I have argued, in the past, against the conflation of the subjective perception of future objects of choice (options) into an indeterminate reality. In short, the conflation of a subjective perception into a metaphysical reality is what I have argued against. A compatibilist argues that the subjective perception of options is completely compatible with God's sovereignty over all things. The problem is with the indeterminist defining "option" in an indeterminist way and assuming that this is the only way of conceiving of "option," and then saying that the compatibilist denies choices and options. The compatibilist simply says that we make the choices that we do for causal reasons that are compatible with both the sovereignty of God and human responsibility; we hold to both. But the important point is that we don't define the terms in incompatibilist ways. (note that Jonathan Edwards, while defining the terms "choice," "options," etc continuously argues against the coherence of incompatibilist definitions; thus, when he makes his own view clear ("to choose is to prefer," or that a choice is in accord with one's highest preference, etc) he is simply expounding upon the basic nature of reality, namely, that we make choices on the basis of causal reasons.)Both of these are accurate, good.
But its not accurate (in our view) to say alternatives do not exist.. alternatives exist they just will not be chosen.
Lest the point be missed, when I point to "options," I'm pointing to subjective alternatives (i.e. options) present to the mind before the choice is made, I am arguing to the existence of a subjective reality of perception. And since there is only one person making a choice (law of identity), then only one choice is possible given that the totality of a person is only singular at each causal moment leading up to the choice. The only way to avoid this is to introduce either a violation of the law of identity, where a person is otherwise than himself at a causal moment, or at one point in the causal chain, a completely ontologically arbitrary cause comes about, which is no different than basing choice upon chance.
The counter-argument that God is ontologically arbitrary fails because God is eternal (unlike human beings), thus the comparison between God and man is a category error. The fact that God's nature is not based upon another is because He alone is eternal, and the appeal to preceding conditions or reality (Who made God?) is an irrational thought (contradiction) when considering an eternal being. Unlike God, man has a beginning and is finite. It makes sense to ask questions pertaining to man's finitude and ontological dependence. So yes, because God is eternal, there is no other that determines His existence in any way. Trying to apply God's ultimate eternal existence to finite, ontologically dependent man is again, nothing less that a robust category error. Am I saying that God's existence is equatable with chance? Of course not, and it's impossible to argue that eternal being is built off of chance. I am appealing to eternal ontological rationality, which is diametrically opposed to the finite, ontologically arbitrary view of human choice-making that I'm arguing against. Sure, if one wishes, they can say that God has no reason outside of Himself, and thusly His choices are arbitrary. All that this would achieve is to simply ignore the points that i have already made concerning God's eternal nature and the irrationality of the "who made God" question. Finite man is simply not an ultimate being like God is. God can say "I am that I am." Man cannot say this, and it is exactly this hubris that the Bible judges as sin, when man tries to think of himself in the "I am that I am" category.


Your answer must be an exact copy of the records below, minus any images.

━━━━━ SOURCE DATA ━━━━━

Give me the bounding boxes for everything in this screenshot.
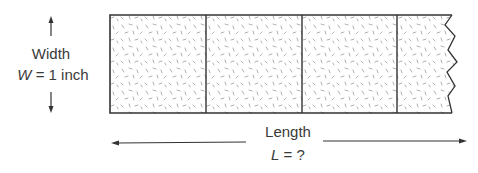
length-arrow-right-icon: [323, 139, 467, 144]
strip-diagram: [0, 0, 478, 173]
length-title: Length: [255, 123, 321, 140]
length-value: = ?: [279, 146, 304, 163]
width-symbol: W: [17, 66, 31, 83]
strip-fill: [110, 15, 457, 113]
width-value: = 1 inch: [32, 66, 89, 83]
width-arrow-down-icon: [49, 92, 54, 113]
length-arrow-left-icon: [111, 141, 246, 146]
width-title: Width: [20, 45, 82, 62]
length-equation: L = ?: [255, 146, 321, 163]
width-arrow-up-icon: [49, 16, 54, 36]
width-equation: W = 1 inch: [13, 66, 93, 83]
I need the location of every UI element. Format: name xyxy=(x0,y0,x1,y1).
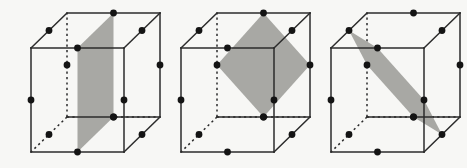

━━━━━

— SOLUTION —
Give me the bounding boxes for everything in this screenshot.
length-arrow-right-icon: [323, 139, 467, 144]
strip-diagram: [0, 0, 478, 173]
length-title: Length: [255, 123, 321, 140]
length-value: = ?: [279, 146, 304, 163]
width-symbol: W: [17, 66, 31, 83]
strip-fill: [110, 15, 457, 113]
width-value: = 1 inch: [32, 66, 89, 83]
width-arrow-down-icon: [49, 92, 54, 113]
length-arrow-left-icon: [111, 141, 246, 146]
width-title: Width: [20, 45, 82, 62]
length-equation: L = ?: [255, 146, 321, 163]
width-arrow-up-icon: [49, 16, 54, 36]
width-equation: W = 1 inch: [13, 66, 93, 83]
I need the location of every UI element. Format: name xyxy=(x0,y0,x1,y1).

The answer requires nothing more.